With the help of tabularx
in order to make sure the table is as wide as the textwidth and valign=c
from adjustbox
in order to vertically center the elements:

\documentclass{article}
\usepackage[demo]{graphicx}
\usepackage{tabularx}
\renewcommand{\tabularxcolumn}[1]{m{#1}}
\usepackage[export]{adjustbox}
\begin{document}
\noindent
\begin{tabularx}{\textwidth}{llX}
(1) & \includegraphics[width=0.2\textwidth, valign=c]{images/some_image.png} & He thinks:
``Maybe, the food is in the yellow pot.'' But, the yellow pot is empty.\\
\end{tabularx}
\end{document}
If your table will be longer than a single page, you can use the xltabular
package instead. For this, just replace tabularx
with xltabular
in the above MWE.
For fun, here are two more versions in which each set of image and text is automatically numbered.

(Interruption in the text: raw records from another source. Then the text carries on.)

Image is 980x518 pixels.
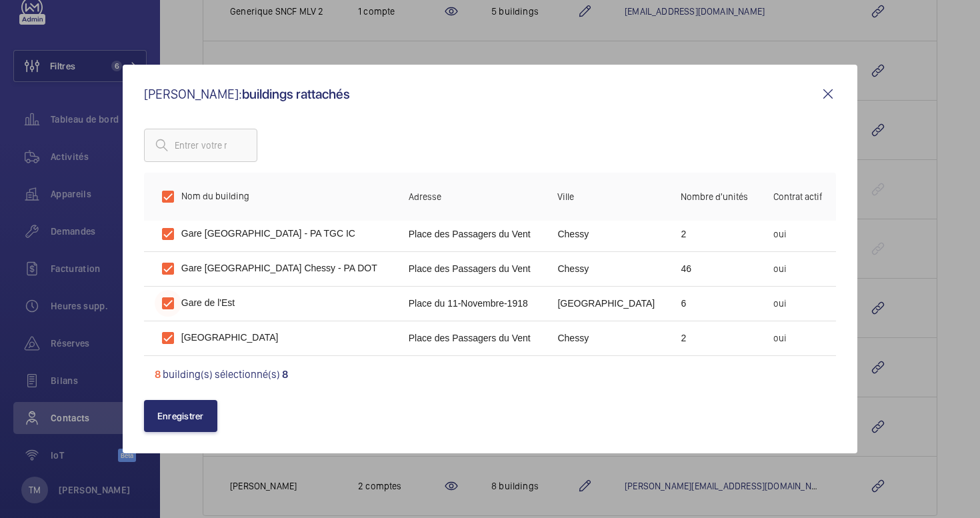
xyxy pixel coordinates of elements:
[144,251,398,286] td: Gare [GEOGRAPHIC_DATA] Chessy - PA DOT
[670,251,762,286] td: 46
[398,217,548,251] td: Place des Passagers du Vent
[398,321,548,355] td: Place des Passagers du Vent
[681,192,748,202] span: Nombre d'unités
[409,192,442,202] span: Adresse
[670,286,762,321] td: 6
[670,217,762,251] td: 2
[547,321,670,355] td: chessy
[773,228,787,239] span: oui
[155,368,161,380] span: 8
[144,321,398,355] td: [GEOGRAPHIC_DATA]
[282,368,288,380] span: 8
[547,286,670,321] td: [GEOGRAPHIC_DATA]
[547,251,670,286] td: chessy
[398,251,548,286] td: Place des Passagers du Vent
[144,286,398,321] td: Gare de l'Est
[144,355,398,390] td: [GEOGRAPHIC_DATA]
[773,264,787,274] span: oui
[163,368,280,380] span: building(s) sélectionné(s)
[773,298,787,308] span: oui
[144,217,398,251] td: Gare [GEOGRAPHIC_DATA] - PA TGC IC
[144,87,821,101] p: [PERSON_NAME]:
[144,400,218,432] button: Enregistrer
[547,355,670,390] td: [GEOGRAPHIC_DATA]
[242,86,350,102] span: buildings rattachés
[670,321,762,355] td: 2
[773,192,823,202] span: Contrat actif
[547,217,670,251] td: chessy
[398,355,548,390] td: Place [PERSON_NAME]
[182,191,249,201] span: Nom du building
[773,333,787,344] span: oui
[144,129,257,162] input: Entrer votre recherche
[558,192,574,202] span: Ville
[670,355,762,390] td: 5
[398,286,548,321] td: Place du 11-Novembre-1918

Version 1 makes use of magicrownumber
from Automatic table row numbers while version 2 uses side-by-side minipages
inside of an enumerate
environment:
\documentclass{article}
\usepackage[demo]{graphicx}
\usepackage{tabularx}
\renewcommand{\tabularxcolumn}[1]{m{#1}}
\usepackage[export]{adjustbox}
%%% used in example 1 %%%%%
\usepackage{etoolbox}
\preto\tabular{\setcounter{magicrownumbers}{0}}
\newcounter{magicrownumbers}
\newcommand\rownumber{\stepcounter{magicrownumbers}\arabic{magicrownumbers}}
%%% used in example 2 %%%%%
\usepackage{enumitem}
\begin{document}
\noindent
\begin{tabularx}{\textwidth}{@{\makebox[3em][r]{(\rownumber)\quad}} lX}
\includegraphics[width=0.2\textwidth, valign=c]{images/some_image.png} & He thinks:
``Maybe, the food is in the yellow pot.'' But, the yellow pot is empty.\\
\end{tabularx}
\begin{enumerate}[label={(\arabic*)}]
\item \begin{minipage}{0.2\textwidth}
\includegraphics[width=\textwidth, valign=c]{images/some_image.png}
\end{minipage}
\hfill
\begin{minipage}{0.7\textwidth}
He thinks: ``Maybe, the food is in the yellow pot.'' But, the yellow pot is empty.
\end{minipage}
\end{enumerate}
\end{document}
\begin{tabular}{lp{30mm}p{30mm}}
with thep
column type for the third column, you should be able to use\newline
inside the tabular.dgruyter
package does a lot of things with tabulars… but it also defines a macro\baretablulars
which you can use to swith to standard LaTeX tables (use\layouttabulars
to switch back). There is a passage in the package's documentation about that.